Sunday, January 10, 2010

Seasoning Granny's Chicken Fryer

I fried bacon in Granny's chicken fryer today and then sauted onions, bell pepper, and garlic for our evening meal of Hoppin' John. What's that -- you thought Hoppin' John was just for New Year's? We eat it year-round at The Realm. I've even learned to pressure-cook my black-eyed peas so that I can whip it out fairly quickly.

But today I was making it slowly -- my usual Sunday afternoon cooking session, where I listen to NPR, cook, clean out the refrigerator, freeze leftovers, and deal with meat or produce that needs to be processed for freezing. I fried and sauted in the cast iron chicken fryer to continue the seasoning process.

Over a year ago, I asked my mother if she had something that belonged to her mother that she could pass along to me. While I use many items every day that belonged to Love's paternal grandmother and a couple of items that belonged to his maternal grandmother, I had nothing of either of my grandmother's. Daddy's mother died when he was nine, and my Granny's house burned when I was twelve years old, destroying most of her belongings. I do have a chair that belonged to her and my Grandaddy, one that my mother rescued out of her parents' smokehouse in the 1960s, where it had hung, seatless, for many years. She had her uncle put a seat in it -- a deerskin seat. I brought it back to Arkansas with me several years ago when Mother was in one of her "if you want it, you'd better take it now" moods. (Being burglarized will do that to you. She lost most of her crystal and a great many older dishes to a burgler while she was out of state about ten years ago. This episode is one of the few events in my life that makes me wish I could cast curses!) But I'm rambling....

Anyway, Mother gave me Granny's chicken fryer about a year and a half ago, I brought it home, and it sat on the top of the refrigerator for over a year while I researched how to reseason cast iron and then waited until winter rolled back around before starting the process. Mother says she bought the cast iron fryer for Granny during World War II. It had a glass lid -- because of wartime rationing -- which broke several years later while Granny was cooking turnips. Somebody rescued it out of the ashes of Granny's house, and it sat in my aunt's barn for ten years. Mother claimed it from there, and cleaned it up as well as she could. I worked on it with steel wool, and Love took his sandblaster to it, and then I put it through an initial re-seasoning. But I'm taking every opportunity to use it in ways that will improve the seasoning. It still has a long way to go before it's up to par with Mamaw's skillets and those I've cooked with for 25 years, but I have plenty of time. Cast iron lasts forever.
Granny was a great cook in her day. She had a stroke at age 40 which paralyzed her left side. She never used her left hand again, but she walked, contrary to what her doctors predicted. She always dragged her left foot, and she didn't move fast, but she got around. Mother says the only thing that Granny never learned to do one-handed was tie her apron -- Grandaddy always did that for her. I've often tried to picture 6'4" Grandaddy tying his tiny wife's apron each morning as they started their day. My sister learned to cut up a chicken from Granny, who could do it one-handed. So now begins the ritual of using Granny's fryer and remembering her when I do.

I have friends who say that they don't want anything of their parents or grandparents, that material items don't mean anything to them. I can remember Granny and Mamaw (Love's grandmother) without those items, but every time I use Mamaw's ice tongs, I remember how she never touched the ice when she fixed us iced tea, I remember how she welcomed me into the family when she was an old lady who had every right to think I wasn't good enough for her favorite grandson, and I remember how I loved her. When Skye cooks with me, she hears the stories of how I grew up eating off the china that Granny gave me to keep for her a few years ago, how this toothpick holder belonged to Love's maternal grandmother who I remember just as a frail woman in a nursing home but who had worked to support her family when most women didn't, how Mamaw taught me to make cornbread in this very skillet. And Skye will remember, too.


EXERCISE PROMPT: Return each line of the records below that contains the word "bounding".

RECORDS FOR THE TASK:
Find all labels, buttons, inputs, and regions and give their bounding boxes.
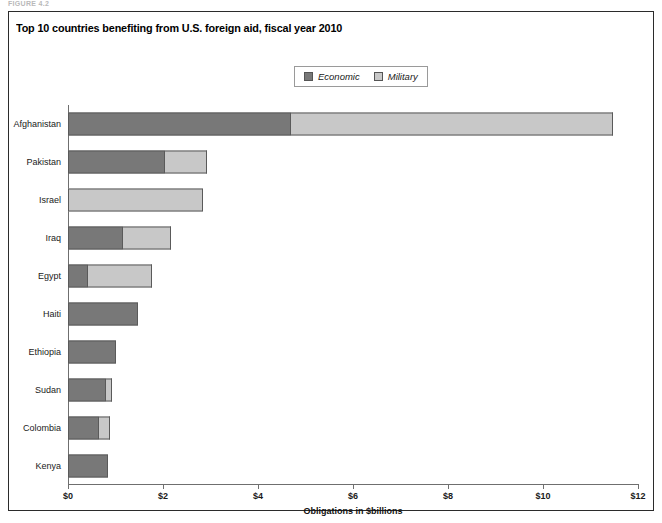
x-axis-tick [543,484,544,489]
bar-row: Haiti [68,295,638,333]
bar-segment-military [291,113,613,136]
legend-swatch-military [374,72,383,81]
bar-row: Colombia [68,409,638,447]
bar-segment-military [165,151,207,174]
bar-segment-economic [68,227,123,250]
bar-segment-military [68,189,203,212]
bar-segment-economic [68,113,291,136]
bar-category-label: Haiti [43,309,61,319]
x-axis-tick [353,484,354,489]
bar-segment-military [99,417,110,440]
bar-row: Ethiopia [68,333,638,371]
bar-segment-economic [68,455,108,478]
bar-category-label: Sudan [35,385,61,395]
x-axis-tick-label: $0 [63,491,73,501]
bar-segment-military [123,227,171,250]
bar-category-label: Egypt [38,271,61,281]
legend-label-economic: Economic [318,71,360,82]
bar-stack [68,151,207,174]
x-axis-tick-label: $8 [443,491,453,501]
x-axis-tick [638,484,639,489]
bar-stack [68,189,203,212]
bar-segment-economic [68,341,116,364]
x-axis-tick-label: $10 [535,491,550,501]
bar-category-label: Iraq [45,233,61,243]
x-axis-tick-label: $6 [348,491,358,501]
bar-row: Kenya [68,447,638,485]
bar-stack [68,417,110,440]
bar-category-label: Israel [39,195,61,205]
bar-stack [68,113,613,136]
bar-segment-economic [68,379,106,402]
bar-row: Iraq [68,219,638,257]
chart-title: Top 10 countries benefiting from U.S. fo… [16,22,342,34]
x-axis-tick-label: $4 [253,491,263,501]
legend-label-military: Military [388,71,418,82]
x-axis-tick-label: $2 [158,491,168,501]
bar-stack [68,265,152,288]
x-axis-tick [68,484,69,489]
bar-segment-economic [68,303,138,326]
legend-swatch-economic [304,72,313,81]
bar-stack [68,455,108,478]
bar-segment-economic [68,151,165,174]
bar-category-label: Pakistan [26,157,61,167]
plot-area: AfghanistanPakistanIsraelIraqEgyptHaitiE… [68,105,638,485]
bar-segment-military [88,265,152,288]
x-axis-tick [448,484,449,489]
bar-stack [68,379,112,402]
figure-label: FIGURE 4.2 [8,0,49,8]
x-axis-tick-label: $12 [630,491,645,501]
bar-row: Pakistan [68,143,638,181]
bar-category-label: Kenya [35,461,61,471]
bar-category-label: Colombia [23,423,61,433]
x-axis-tick [258,484,259,489]
bar-stack [68,227,171,250]
bar-row: Israel [68,181,638,219]
bar-segment-economic [68,265,88,288]
bar-segment-economic [68,417,99,440]
bar-stack [68,303,138,326]
bar-row: Egypt [68,257,638,295]
x-axis-tick [163,484,164,489]
bar-row: Afghanistan [68,105,638,143]
legend-military: Military [374,71,418,82]
bar-category-label: Afghanistan [13,119,61,129]
bar-segment-military [106,379,112,402]
chart-legend: Economic Military [294,66,428,87]
bar-category-label: Ethiopia [28,347,61,357]
x-axis-title: Obligations in $billions [68,506,638,516]
legend-economic: Economic [304,71,360,82]
bar-stack [68,341,116,364]
bar-row: Sudan [68,371,638,409]
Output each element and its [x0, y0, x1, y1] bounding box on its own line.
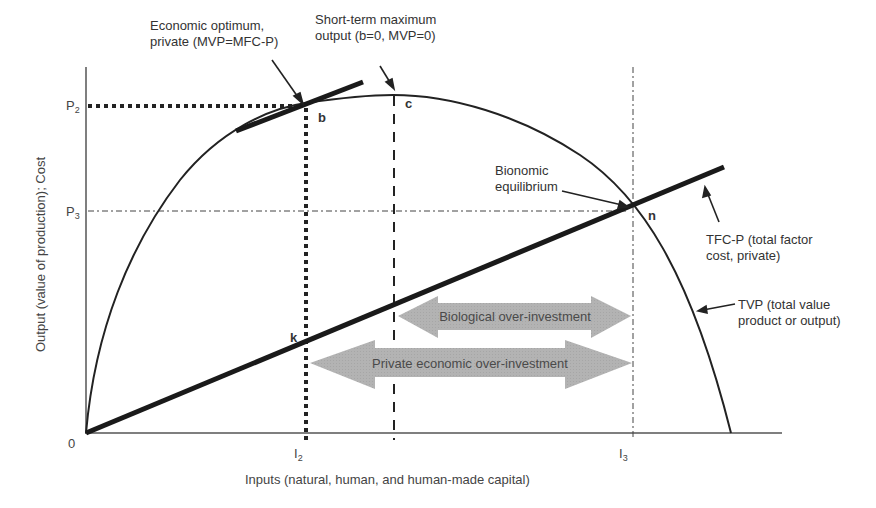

RESPONSE AREA:
Find all labels, buttons, inputs, and regions and give their bounding boxes.
Output each element and its [x0, y0, x1, y1] bounding box on its own line.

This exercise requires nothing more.